The European Union does not always move with perfect confidence along this path and is currently balancing short-term price relief against its long-term «green» strategy. Yet it is precisely in this duality that its approach lies: to treat current crises not as a pretext for retreat but as an additional argument for accelerating import diversification, the development of domestic energy sources and a broader energy transformation.
That is why European sanctions resilience has a structural foundation. It rests not only on political will or regulatory decisions but on a strategic vision of the future of energy in which dependence on imported hydrocarbons steadily declines.
Against this background, the contrast with American policy stands out sharply. An approach focused on expanding fossil-fuel production, boosting energy exports and managing the current market balance allows quicker reactions to price shocks but does less to address the long-term vulnerability of the economy. The European strategy, by contrast, bets on changing the very nature of that vulnerability.
Priorities
None of this negates the central point: the war in Iran has indeed demonstrated how heavily the effectiveness of oil sanctions against Russia depends on global market conditions, and that the West lacks a single model for adapting sanctions to an energy crisis.
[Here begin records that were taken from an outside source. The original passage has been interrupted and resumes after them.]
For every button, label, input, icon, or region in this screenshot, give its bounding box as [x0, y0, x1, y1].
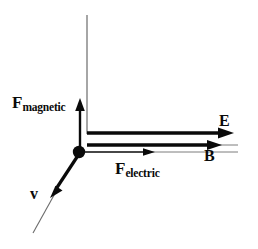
label-e-field: E	[219, 113, 230, 129]
label-f-magnetic-lead: F	[12, 93, 22, 112]
vector-f-magnetic-arrowhead	[75, 98, 85, 111]
guide-lines	[33, 15, 238, 233]
vector-e-field-arrowhead	[218, 128, 234, 139]
vector-velocity-shaft	[56, 154, 79, 189]
label-b-field: B	[204, 148, 215, 164]
vector-velocity-arrowhead	[50, 186, 63, 198]
label-f-electric-lead: F	[115, 159, 125, 178]
vector-b-field	[87, 140, 222, 150]
vector-e-field	[87, 128, 234, 139]
label-f-magnetic-subscript: magnetic	[22, 101, 65, 113]
vector-velocity	[50, 154, 79, 198]
physics-vector-diagram: Fmagnetic Felectric E B v	[0, 0, 258, 249]
label-velocity: v	[30, 186, 38, 202]
vector-f-electric	[81, 148, 155, 156]
label-f-electric-subscript: electric	[125, 167, 159, 179]
vector-f-magnetic	[75, 98, 85, 151]
vector-f-electric-arrowhead	[143, 148, 155, 156]
label-f-electric: Felectric	[115, 160, 160, 177]
label-f-magnetic: Fmagnetic	[12, 94, 66, 111]
origin-particle-dot	[73, 146, 85, 158]
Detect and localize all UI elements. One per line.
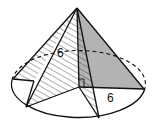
- slant-label: 6: [57, 46, 64, 60]
- radius-label: 6: [107, 91, 114, 105]
- cone-diagram: 6 6: [0, 0, 152, 129]
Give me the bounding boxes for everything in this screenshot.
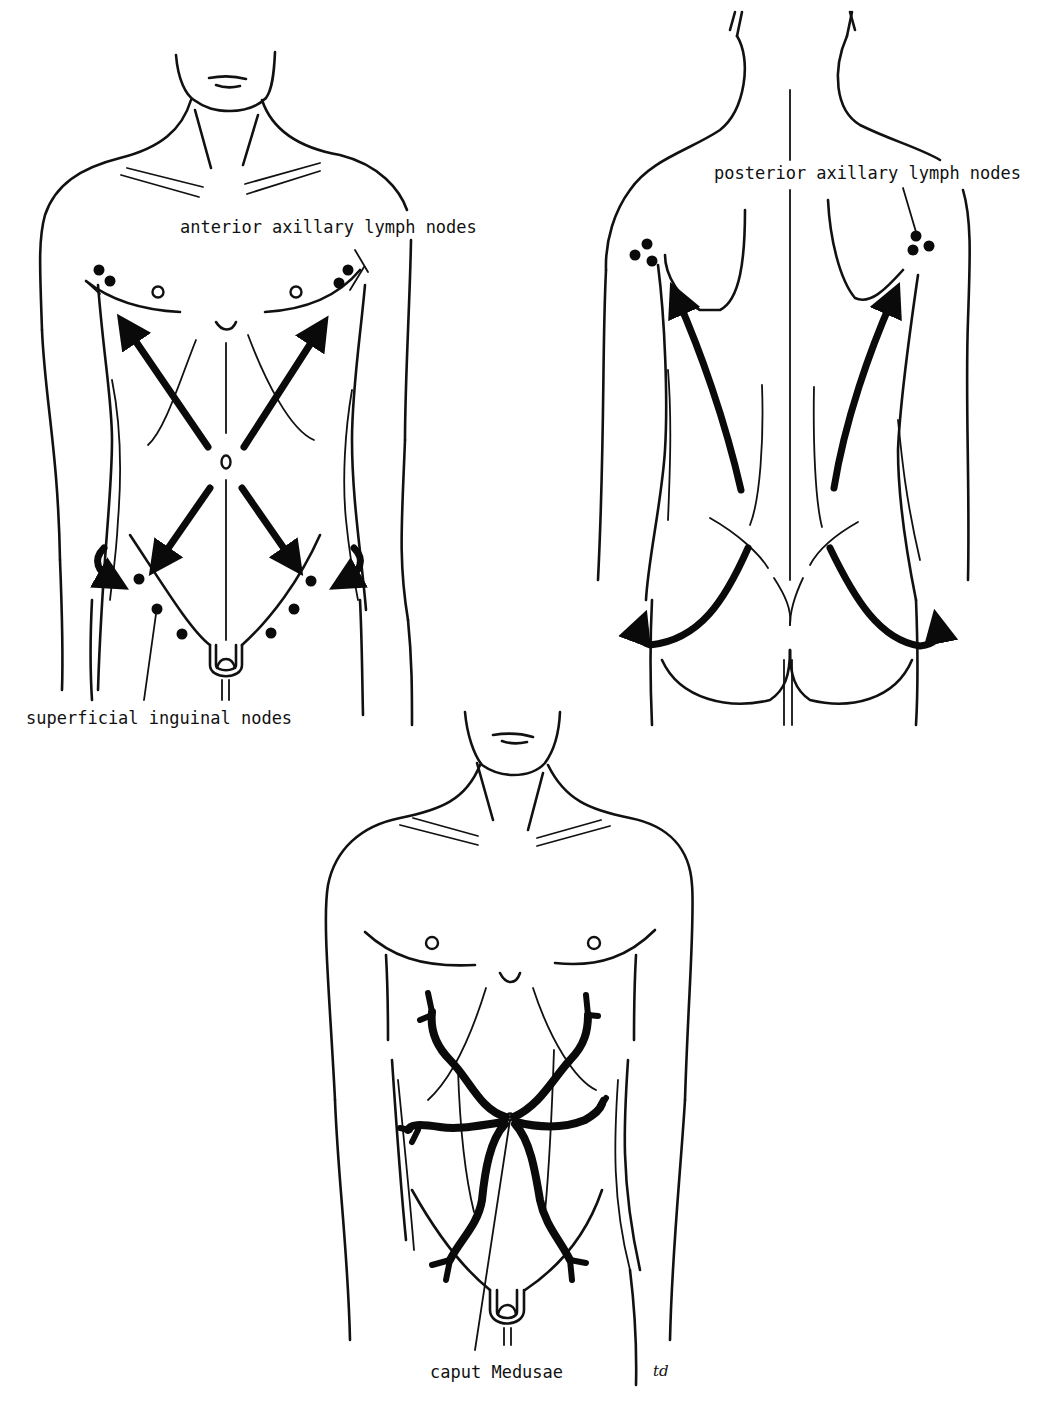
- anterior-torso-figure: [40, 52, 412, 725]
- posterior-drainage-arrows: [639, 300, 939, 646]
- anterior-axillary-nodes-label: anterior axillary lymph nodes: [178, 217, 479, 237]
- anterior-drainage-arrows: [98, 330, 361, 580]
- leader-anterior-axillary: [355, 250, 368, 272]
- posterior-torso-figure: [598, 12, 970, 725]
- caput-medusae-torso-figure: [326, 712, 693, 1385]
- anatomy-diagram: [0, 0, 1050, 1405]
- posterior-axillary-nodes-label: posterior axillary lymph nodes: [712, 163, 1023, 183]
- posterior-axillary-nodes: [630, 188, 935, 267]
- anterior-axillary-nodes: [86, 265, 364, 295]
- artist-signature: td: [653, 1362, 669, 1380]
- leader-inguinal: [144, 614, 156, 700]
- caput-medusae-label: caput Medusae: [428, 1362, 565, 1382]
- caput-medusae-veins: [400, 993, 606, 1280]
- superficial-inguinal-nodes-label: superficial inguinal nodes: [24, 708, 294, 728]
That said, it does not follow that temporary U.S. concessions—and the benefits they bring Russia—prove the «imperfection of earlier decisions.» Their impact is likely to be limited and will largely depend on whether these easing are extended after 11 April 2026.
Far more significant is something else. The current crisis has laid bare the differing strategic priorities of Western countries. For the United States, a price shock makes it acceptable to temporarily reduce sanctions pressure in order to stabilize the market. For the EU, even a crisis of this magnitude has so far not provided grounds for revisiting its chosen course.
The key question is whether the EU has a «pain threshold» beyond which its leaders would be prepared to consider easing restrictions on Russian energy. Could prolonged disruptions in supplies through the Strait of Hormuz and a further rise in oil prices, for example, increase pressure on European governments and lead to a revision of certain decisions or a postponement of import bans?
Judging by the current logic of European policy, it seems more likely that EU countries will opt for more expensive alternative supplies—U.S. LNG, Norwegian pipeline gas or oil from Kazakhstan, Nigeria and other producers—along with fresh investment in domestic energy sources, rather than risk easing sanctions and sliding back into systemic dependence on Russian hydrocarbons.
In this sense, Washington’s temporary concessions are less a «hole» in the sanctions regime than a stress test of European sanctions strategy. And so far the test shows that this strategy is grounded not only in current market conditions but in the longer-term goal of reducing dependence on fossil fuels—while still leaving room for tactical maneuvering until the restrictions fully enter into force.
The most important takeaway from the current crisis, therefore, is not that sanctions have reached their limit, but that their future trajectory will increasingly be shaped not only by Russia’s behavior but by the priorities that Western countries themselves are prepared to defend in times of crisis.